I can see her from a few inches away, just inside the darkness. She waits patiently behind them with her eyes turned down and her hands folded, the chain wrapped around her wrists silent. I wonder what she’s thinking, steps away from her own personal hell. Like a bird looking straight into a cage, it’s wings about to be clipped.
The bailiffs sputter around, calling in on their walkie-talkies asking for whereabouts on the driver. They ignore her and one of them drops the lead on her chains. My eyes light up, this is her opening, if she wanted she could vanish and make a run for it. But she continues to stand honestly, waiting quietly behind them. Seconds fall like minutes and she chooses to be still. But yet, unknowingly my hand dares to stretch out of the darkness and pull her into it and out of the light. I push her against the wall, pressing both my arms to the wall on either side of her. I press the both of us against the wall camouflaging her with my body, covering the glittering of her chains in the remaining light of dusk. She makes no sound except for the quiet jangle of the chains as the bailiffs tirelessly continue to search for the driver.
Her eyes register quickly in the dark, and it’s a surprise for her when she sees me.
“What are you doing?!” She asks somehow both silent and audible at the same time.
“I don’t know!” I say, giving a panicked shrug as my heart rate goes a mile a minute. I don’t want to alarm the bailiffs, so I simply press a finger to my lips and try untying her chains as quietly as I can.
We look for any cause for alarm and I softly lay the chains on the ground. I wrap my hand around hers and we silently creep to the centre curve of of the C-shape hall and then back through the door I came in.
The lights in the courtroom hurt my eyes as we enter.
“Can I help you?” The judge asks as I whirl my head back around in panic, realizing she has already vanished before I realized. My heart rate climbs, feeling the warm sensation of her hand still wrapped around mine.
“No. I mean yes.” I say, bumbling. “Sorry, I got lost, oh look, there’s the door, ok, goodbye.”
He gives me a strange look then leaves through the other door behind the stand.

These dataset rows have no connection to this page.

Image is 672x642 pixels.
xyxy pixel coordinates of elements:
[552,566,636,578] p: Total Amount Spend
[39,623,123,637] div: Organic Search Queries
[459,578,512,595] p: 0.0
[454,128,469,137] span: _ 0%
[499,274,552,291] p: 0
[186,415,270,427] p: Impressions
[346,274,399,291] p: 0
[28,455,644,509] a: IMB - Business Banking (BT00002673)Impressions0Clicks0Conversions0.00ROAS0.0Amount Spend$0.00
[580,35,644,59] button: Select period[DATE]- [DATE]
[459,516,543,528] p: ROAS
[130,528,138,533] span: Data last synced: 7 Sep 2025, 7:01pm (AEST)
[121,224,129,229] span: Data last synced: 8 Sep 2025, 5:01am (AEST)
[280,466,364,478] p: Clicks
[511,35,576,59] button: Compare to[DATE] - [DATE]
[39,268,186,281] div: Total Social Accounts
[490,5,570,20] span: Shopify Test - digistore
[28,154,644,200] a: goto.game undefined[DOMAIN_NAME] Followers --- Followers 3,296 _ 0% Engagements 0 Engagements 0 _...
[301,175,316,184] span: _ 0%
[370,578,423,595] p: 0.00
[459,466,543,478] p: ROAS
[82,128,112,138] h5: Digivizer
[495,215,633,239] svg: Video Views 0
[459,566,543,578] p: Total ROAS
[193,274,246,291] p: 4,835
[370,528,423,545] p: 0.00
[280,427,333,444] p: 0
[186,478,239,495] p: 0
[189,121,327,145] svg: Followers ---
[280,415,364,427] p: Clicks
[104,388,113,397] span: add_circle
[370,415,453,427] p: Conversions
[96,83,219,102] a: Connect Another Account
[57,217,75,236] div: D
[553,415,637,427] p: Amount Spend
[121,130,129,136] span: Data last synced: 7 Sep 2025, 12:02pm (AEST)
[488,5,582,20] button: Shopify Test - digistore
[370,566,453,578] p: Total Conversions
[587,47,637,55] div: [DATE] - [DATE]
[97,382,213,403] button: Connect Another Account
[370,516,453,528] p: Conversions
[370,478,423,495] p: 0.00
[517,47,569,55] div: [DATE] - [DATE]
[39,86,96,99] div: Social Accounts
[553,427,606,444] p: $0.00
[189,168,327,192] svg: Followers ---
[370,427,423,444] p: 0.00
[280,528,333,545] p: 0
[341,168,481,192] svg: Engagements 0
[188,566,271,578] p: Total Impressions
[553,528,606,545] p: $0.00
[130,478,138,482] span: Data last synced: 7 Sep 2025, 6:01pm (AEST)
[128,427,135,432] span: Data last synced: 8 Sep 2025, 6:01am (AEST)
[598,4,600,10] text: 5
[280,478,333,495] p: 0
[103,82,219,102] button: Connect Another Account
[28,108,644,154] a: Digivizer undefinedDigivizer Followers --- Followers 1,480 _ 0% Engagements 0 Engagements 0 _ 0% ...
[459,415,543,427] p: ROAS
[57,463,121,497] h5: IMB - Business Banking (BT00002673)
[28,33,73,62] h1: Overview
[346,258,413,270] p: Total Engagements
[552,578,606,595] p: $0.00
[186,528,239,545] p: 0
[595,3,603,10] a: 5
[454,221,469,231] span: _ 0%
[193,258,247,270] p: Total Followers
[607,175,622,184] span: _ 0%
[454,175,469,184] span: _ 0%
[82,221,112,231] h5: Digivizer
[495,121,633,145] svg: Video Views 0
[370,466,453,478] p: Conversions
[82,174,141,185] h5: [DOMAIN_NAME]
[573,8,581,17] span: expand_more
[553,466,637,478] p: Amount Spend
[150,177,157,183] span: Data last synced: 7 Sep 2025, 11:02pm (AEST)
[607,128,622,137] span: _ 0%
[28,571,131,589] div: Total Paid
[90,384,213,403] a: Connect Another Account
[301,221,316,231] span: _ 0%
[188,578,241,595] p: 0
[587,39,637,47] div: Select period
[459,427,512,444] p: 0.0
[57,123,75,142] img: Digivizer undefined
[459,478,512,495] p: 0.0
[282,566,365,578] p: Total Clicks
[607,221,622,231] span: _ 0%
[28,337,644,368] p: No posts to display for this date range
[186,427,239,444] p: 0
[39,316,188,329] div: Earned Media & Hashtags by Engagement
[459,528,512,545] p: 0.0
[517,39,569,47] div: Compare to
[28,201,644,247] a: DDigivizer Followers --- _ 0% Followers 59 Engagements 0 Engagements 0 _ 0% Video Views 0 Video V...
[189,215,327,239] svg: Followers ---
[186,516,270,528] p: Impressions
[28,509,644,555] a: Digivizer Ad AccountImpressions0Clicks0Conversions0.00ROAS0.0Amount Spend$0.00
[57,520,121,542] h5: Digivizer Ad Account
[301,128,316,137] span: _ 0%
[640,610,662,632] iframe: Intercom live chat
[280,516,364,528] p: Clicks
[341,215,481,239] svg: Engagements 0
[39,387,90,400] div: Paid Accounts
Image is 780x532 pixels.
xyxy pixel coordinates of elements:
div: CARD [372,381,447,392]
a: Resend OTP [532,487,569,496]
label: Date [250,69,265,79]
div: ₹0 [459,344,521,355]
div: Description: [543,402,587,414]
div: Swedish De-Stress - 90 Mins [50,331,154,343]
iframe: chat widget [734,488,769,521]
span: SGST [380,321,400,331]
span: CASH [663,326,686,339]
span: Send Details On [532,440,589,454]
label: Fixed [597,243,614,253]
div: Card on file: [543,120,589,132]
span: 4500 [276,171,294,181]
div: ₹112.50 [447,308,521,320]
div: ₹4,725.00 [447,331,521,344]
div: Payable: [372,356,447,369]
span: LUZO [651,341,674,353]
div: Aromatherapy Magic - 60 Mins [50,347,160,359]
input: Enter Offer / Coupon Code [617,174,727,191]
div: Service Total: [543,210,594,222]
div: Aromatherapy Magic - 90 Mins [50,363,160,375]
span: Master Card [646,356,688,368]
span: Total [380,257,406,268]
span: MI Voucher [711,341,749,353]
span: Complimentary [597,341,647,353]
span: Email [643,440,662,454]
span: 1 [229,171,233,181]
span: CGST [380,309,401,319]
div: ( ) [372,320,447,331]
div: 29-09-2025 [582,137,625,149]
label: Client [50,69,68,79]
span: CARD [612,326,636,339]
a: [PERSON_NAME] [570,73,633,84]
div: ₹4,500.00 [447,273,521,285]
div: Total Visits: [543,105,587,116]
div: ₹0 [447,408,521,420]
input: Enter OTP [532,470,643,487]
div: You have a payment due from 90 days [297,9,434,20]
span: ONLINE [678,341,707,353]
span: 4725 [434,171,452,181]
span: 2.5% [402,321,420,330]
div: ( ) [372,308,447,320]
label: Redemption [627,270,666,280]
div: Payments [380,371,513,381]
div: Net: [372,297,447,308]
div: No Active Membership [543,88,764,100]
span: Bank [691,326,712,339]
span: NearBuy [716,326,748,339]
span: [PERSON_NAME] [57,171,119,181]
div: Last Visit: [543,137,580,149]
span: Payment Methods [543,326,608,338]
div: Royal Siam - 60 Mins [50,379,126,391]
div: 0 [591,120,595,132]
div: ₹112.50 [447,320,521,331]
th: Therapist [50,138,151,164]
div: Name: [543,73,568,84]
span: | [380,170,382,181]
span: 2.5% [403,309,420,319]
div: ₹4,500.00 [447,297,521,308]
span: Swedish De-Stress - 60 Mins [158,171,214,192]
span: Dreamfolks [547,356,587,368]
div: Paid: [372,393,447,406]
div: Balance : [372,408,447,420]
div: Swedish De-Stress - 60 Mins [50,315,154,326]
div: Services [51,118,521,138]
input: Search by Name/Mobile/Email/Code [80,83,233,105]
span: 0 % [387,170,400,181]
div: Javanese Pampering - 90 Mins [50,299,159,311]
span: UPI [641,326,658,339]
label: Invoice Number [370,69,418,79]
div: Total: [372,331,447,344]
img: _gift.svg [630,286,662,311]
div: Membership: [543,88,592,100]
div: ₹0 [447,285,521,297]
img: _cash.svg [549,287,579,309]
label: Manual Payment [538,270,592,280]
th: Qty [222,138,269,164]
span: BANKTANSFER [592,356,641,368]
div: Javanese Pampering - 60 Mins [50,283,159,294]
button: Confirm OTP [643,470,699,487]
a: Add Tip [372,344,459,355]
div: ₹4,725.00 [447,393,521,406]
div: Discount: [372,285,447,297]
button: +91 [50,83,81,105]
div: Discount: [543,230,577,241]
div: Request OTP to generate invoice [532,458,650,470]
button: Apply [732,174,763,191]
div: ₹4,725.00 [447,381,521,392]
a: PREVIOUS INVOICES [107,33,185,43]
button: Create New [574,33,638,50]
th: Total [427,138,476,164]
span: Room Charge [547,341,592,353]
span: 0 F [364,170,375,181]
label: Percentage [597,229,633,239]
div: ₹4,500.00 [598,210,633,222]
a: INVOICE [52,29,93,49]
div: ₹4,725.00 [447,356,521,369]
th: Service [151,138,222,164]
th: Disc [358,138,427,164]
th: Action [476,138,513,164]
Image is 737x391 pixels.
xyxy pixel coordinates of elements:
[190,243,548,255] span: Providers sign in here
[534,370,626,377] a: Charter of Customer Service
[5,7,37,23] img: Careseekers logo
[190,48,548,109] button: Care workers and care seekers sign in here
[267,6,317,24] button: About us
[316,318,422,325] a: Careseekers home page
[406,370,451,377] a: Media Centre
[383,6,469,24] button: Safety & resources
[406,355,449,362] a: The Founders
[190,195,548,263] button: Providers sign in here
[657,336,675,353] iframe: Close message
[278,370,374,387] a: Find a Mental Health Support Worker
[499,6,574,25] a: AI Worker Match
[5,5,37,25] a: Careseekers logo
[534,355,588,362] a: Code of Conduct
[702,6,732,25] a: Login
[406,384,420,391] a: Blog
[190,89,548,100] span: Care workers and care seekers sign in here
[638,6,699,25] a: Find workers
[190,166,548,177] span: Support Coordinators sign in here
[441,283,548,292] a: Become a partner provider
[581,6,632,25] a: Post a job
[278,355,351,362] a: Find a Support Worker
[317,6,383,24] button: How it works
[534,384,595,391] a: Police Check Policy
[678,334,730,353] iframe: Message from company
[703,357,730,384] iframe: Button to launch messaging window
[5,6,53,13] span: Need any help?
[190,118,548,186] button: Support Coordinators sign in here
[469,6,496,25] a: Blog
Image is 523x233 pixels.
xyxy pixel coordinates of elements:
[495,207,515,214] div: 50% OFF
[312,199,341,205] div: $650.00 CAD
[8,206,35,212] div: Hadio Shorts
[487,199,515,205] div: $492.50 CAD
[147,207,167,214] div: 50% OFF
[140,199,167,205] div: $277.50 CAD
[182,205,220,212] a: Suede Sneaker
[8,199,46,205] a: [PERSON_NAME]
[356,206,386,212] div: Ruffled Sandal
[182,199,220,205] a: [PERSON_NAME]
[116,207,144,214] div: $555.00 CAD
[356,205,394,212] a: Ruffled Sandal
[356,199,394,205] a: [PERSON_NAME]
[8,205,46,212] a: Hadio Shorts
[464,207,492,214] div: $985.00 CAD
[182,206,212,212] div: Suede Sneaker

She reappears and we keep on running, out of the courtroom, in the now vacant, grand hallway. Frantically, I look for our next route but instead she pulls me into the hidden space behind one of the hall’s marble pillars and reappears, pressing me into the corner.
“Why did you do that?” She demands, now pressing herself into me. “You’re supposed to be a cop, aren’t you? What if someone saw you?”
I wheeze trying to suppress my racing heart and the redness in my face, not paying much attention to any consequences of my own.
“What happened back there. It wasn’t right. There were people there… gifted-citizen protestors… you were never going to get a fair trial…”
Her body separates from mine and her eyes find the floor.
“I’m sorry.” I say, squeezing her hand. For the way people treat her. For the things she has to do to live. For the way her life has to be.
The sun has set as we sneak our way out of the courthouse in to the large city park nearby. She reappears for the last time as I let go of her hand.
“What will you do now?” I ask, my eyes focusing on her outline and letting the flickering city background blur behind her.
She turns her eyes to the streets and has to think about it. “Try to start over. Try to stay out of trouble. And pay Mimic a visit…” She says. “What about you, Mr. Model Employee?”
“Oh, yeah…” I laugh. “I’m gonna take a break as a CO, maybe rethink law enforcement all together, considering my actions tonight.”
“No, you believed in me when no one else would.” She shakes her head and presses her palm to my chest. “A verdict has been reached… uh…” She trails off, no name to add to the end of that sentence.
“Owen.” I finish for her, offering my hand again.
“Owen. I was wrong.” She says, a smile spreading across her face. I like the way she says it. “You’re gonna make an amazing cop.”
“Thanks…” I trail off as well, her validation giving me more of a sense of dedication than ever.
“Violet.” She smiles before vanishing for good.